I used to give lectures in forensic computing. The G1 doesn't have a deleted items folder for text messages (although perhaps some replacement Messaging apps do - I've never looked, but you would have needed to install it before you delete the message).
As such, it is deleted from the database on the flash memory. This is very similar to when you delete a file off any drive. The data is not overwritten when it is deleted, but simply marked as free space. It can be overwritten very quickly (fractions of a second) if something needs that free space, or it can hang around for days.
It would be possible to recover such deleted data using the correct software on a rooted phone. You could run the software safely from SD card without risk of overwriting the "free" space that contains your messages.
If the phone wasn't rooted, then you can make an exact copy (image) of the flash memory using the correct hardware (this involves opening up the phone and connecting a piggyback flash driver IC over the top of the flash memory ICs). This isn't the kind of stuff the general public can do, or anyone without a decent electronics background. From then on you can analyse the data however you like, and possibly recover the data if it hadn't already been overwritten.
Finally, if I recall correctly, the last few (4?) text messages are stored on the SIM card, so sometimes it's just a case of popping your SIM card into an old phone that doesn't use its own memory for handling the SMS messages and just reads them directly off the SIM card. Most Nokias from 10 years ago did this. There's also hardware around that can do this.
In terms of truly deleting text messages, forget it. They're all stored somewhere. I see SMS evidence used in court cases frequently, sometimes dating back to the mid-1990s. I would imagine every text message ever sent is archived somewhere. Think about it - the US sent around 1 trillion (1,000,000,000,000) text messages in 2009. Let's say the average length of a text message 40 characters. So that's 40TB of data. Now consider that with compression it'll go down to around 1/80th of that size. That means you can store every text message sent in the US in 2009 on a single 500GB hard drive.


Transcribe the records that follow, keeping every word as it stands.
====== Material shown
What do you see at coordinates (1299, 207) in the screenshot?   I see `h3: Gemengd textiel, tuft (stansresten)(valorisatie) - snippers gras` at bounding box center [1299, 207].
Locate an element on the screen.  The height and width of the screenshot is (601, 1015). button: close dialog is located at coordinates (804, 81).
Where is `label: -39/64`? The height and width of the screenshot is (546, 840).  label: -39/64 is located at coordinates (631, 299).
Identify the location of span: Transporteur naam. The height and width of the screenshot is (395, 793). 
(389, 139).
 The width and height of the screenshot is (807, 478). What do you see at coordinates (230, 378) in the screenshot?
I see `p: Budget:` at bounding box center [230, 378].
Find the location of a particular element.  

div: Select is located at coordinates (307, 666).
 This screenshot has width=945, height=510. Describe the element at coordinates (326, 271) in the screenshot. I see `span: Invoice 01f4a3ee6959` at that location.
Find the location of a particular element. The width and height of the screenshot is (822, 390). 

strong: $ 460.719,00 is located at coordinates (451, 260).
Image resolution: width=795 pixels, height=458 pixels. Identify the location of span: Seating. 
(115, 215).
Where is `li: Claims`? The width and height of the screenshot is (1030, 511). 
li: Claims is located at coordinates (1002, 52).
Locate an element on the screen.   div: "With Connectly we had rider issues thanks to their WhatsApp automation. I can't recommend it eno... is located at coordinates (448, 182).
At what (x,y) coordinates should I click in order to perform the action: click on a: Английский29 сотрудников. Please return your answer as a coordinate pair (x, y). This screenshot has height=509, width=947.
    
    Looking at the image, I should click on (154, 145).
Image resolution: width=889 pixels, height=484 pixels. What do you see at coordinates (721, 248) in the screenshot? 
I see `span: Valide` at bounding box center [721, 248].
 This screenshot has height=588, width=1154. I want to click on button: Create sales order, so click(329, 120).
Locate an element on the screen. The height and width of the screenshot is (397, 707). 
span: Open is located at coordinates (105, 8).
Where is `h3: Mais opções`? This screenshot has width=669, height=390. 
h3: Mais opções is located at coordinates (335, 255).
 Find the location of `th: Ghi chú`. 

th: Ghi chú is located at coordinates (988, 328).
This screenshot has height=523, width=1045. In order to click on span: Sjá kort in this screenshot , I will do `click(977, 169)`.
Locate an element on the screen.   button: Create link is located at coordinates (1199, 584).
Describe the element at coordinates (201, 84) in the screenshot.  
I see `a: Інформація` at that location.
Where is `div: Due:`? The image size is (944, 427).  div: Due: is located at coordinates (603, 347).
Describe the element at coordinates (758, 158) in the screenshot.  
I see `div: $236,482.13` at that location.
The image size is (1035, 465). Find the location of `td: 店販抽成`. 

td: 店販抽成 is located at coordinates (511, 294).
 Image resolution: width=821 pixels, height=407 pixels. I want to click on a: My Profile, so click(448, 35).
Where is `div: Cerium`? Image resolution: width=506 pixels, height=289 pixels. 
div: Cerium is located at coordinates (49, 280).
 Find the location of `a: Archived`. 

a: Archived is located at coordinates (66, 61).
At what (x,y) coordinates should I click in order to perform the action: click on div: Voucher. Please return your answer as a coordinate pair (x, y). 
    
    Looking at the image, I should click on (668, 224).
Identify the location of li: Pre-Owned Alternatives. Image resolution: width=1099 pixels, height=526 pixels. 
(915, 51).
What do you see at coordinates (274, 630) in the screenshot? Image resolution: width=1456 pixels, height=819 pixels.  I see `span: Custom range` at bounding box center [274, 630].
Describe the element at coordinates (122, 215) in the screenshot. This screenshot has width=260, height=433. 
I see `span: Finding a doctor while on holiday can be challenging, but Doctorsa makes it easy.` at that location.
============
▶ Result for this exercise:
What do you see at coordinates (1299, 207) in the screenshot?   I see `h3: Gemengd textiel, tuft (stansresten)(valorisatie) - snippers gras` at bounding box center [1299, 207].
Locate an element on the screen.  The height and width of the screenshot is (601, 1015). button: close dialog is located at coordinates (804, 81).
Where is `label: -39/64`? The height and width of the screenshot is (546, 840).  label: -39/64 is located at coordinates (631, 299).
Identify the location of span: Transporteur naam. The height and width of the screenshot is (395, 793). 
(389, 139).
 The width and height of the screenshot is (807, 478). What do you see at coordinates (230, 378) in the screenshot?
I see `p: Budget:` at bounding box center [230, 378].
Find the location of a particular element.  

div: Select is located at coordinates (307, 666).
 This screenshot has width=945, height=510. Describe the element at coordinates (326, 271) in the screenshot. I see `span: Invoice 01f4a3ee6959` at that location.
Find the location of a particular element. The width and height of the screenshot is (822, 390). 

strong: $ 460.719,00 is located at coordinates (451, 260).
Image resolution: width=795 pixels, height=458 pixels. Identify the location of span: Seating. 
(115, 215).
Where is `li: Claims`? The width and height of the screenshot is (1030, 511). 
li: Claims is located at coordinates (1002, 52).
Locate an element on the screen.   div: "With Connectly we had rider issues thanks to their WhatsApp automation. I can't recommend it eno... is located at coordinates (448, 182).
At what (x,y) coordinates should I click in order to perform the action: click on a: Английский29 сотрудников. Please return your answer as a coordinate pair (x, y). This screenshot has height=509, width=947.
    
    Looking at the image, I should click on (154, 145).
Image resolution: width=889 pixels, height=484 pixels. What do you see at coordinates (721, 248) in the screenshot? 
I see `span: Valide` at bounding box center [721, 248].
 This screenshot has height=588, width=1154. I want to click on button: Create sales order, so click(329, 120).
Locate an element on the screen. The height and width of the screenshot is (397, 707). 
span: Open is located at coordinates (105, 8).
Where is `h3: Mais opções`? This screenshot has width=669, height=390. 
h3: Mais opções is located at coordinates (335, 255).
 Find the location of `th: Ghi chú`. 

th: Ghi chú is located at coordinates (988, 328).
This screenshot has height=523, width=1045. In order to click on span: Sjá kort in this screenshot , I will do `click(977, 169)`.
Locate an element on the screen.   button: Create link is located at coordinates (1199, 584).
Describe the element at coordinates (201, 84) in the screenshot.  
I see `a: Інформація` at that location.
Where is `div: Due:`? The image size is (944, 427).  div: Due: is located at coordinates (603, 347).
Describe the element at coordinates (758, 158) in the screenshot.  
I see `div: $236,482.13` at that location.
The image size is (1035, 465). Find the location of `td: 店販抽成`. 

td: 店販抽成 is located at coordinates (511, 294).
 Image resolution: width=821 pixels, height=407 pixels. I want to click on a: My Profile, so click(448, 35).
Where is `div: Cerium`? Image resolution: width=506 pixels, height=289 pixels. 
div: Cerium is located at coordinates (49, 280).
 Find the location of `a: Archived`. 

a: Archived is located at coordinates (66, 61).
At what (x,y) coordinates should I click in order to perform the action: click on div: Voucher. Please return your answer as a coordinate pair (x, y). 
    
    Looking at the image, I should click on (668, 224).
Identify the location of li: Pre-Owned Alternatives. Image resolution: width=1099 pixels, height=526 pixels. 
(915, 51).
What do you see at coordinates (274, 630) in the screenshot? Image resolution: width=1456 pixels, height=819 pixels.  I see `span: Custom range` at bounding box center [274, 630].
Describe the element at coordinates (122, 215) in the screenshot. This screenshot has width=260, height=433. 
I see `span: Finding a doctor while on holiday can be challenging, but Doctorsa makes it easy.` at that location.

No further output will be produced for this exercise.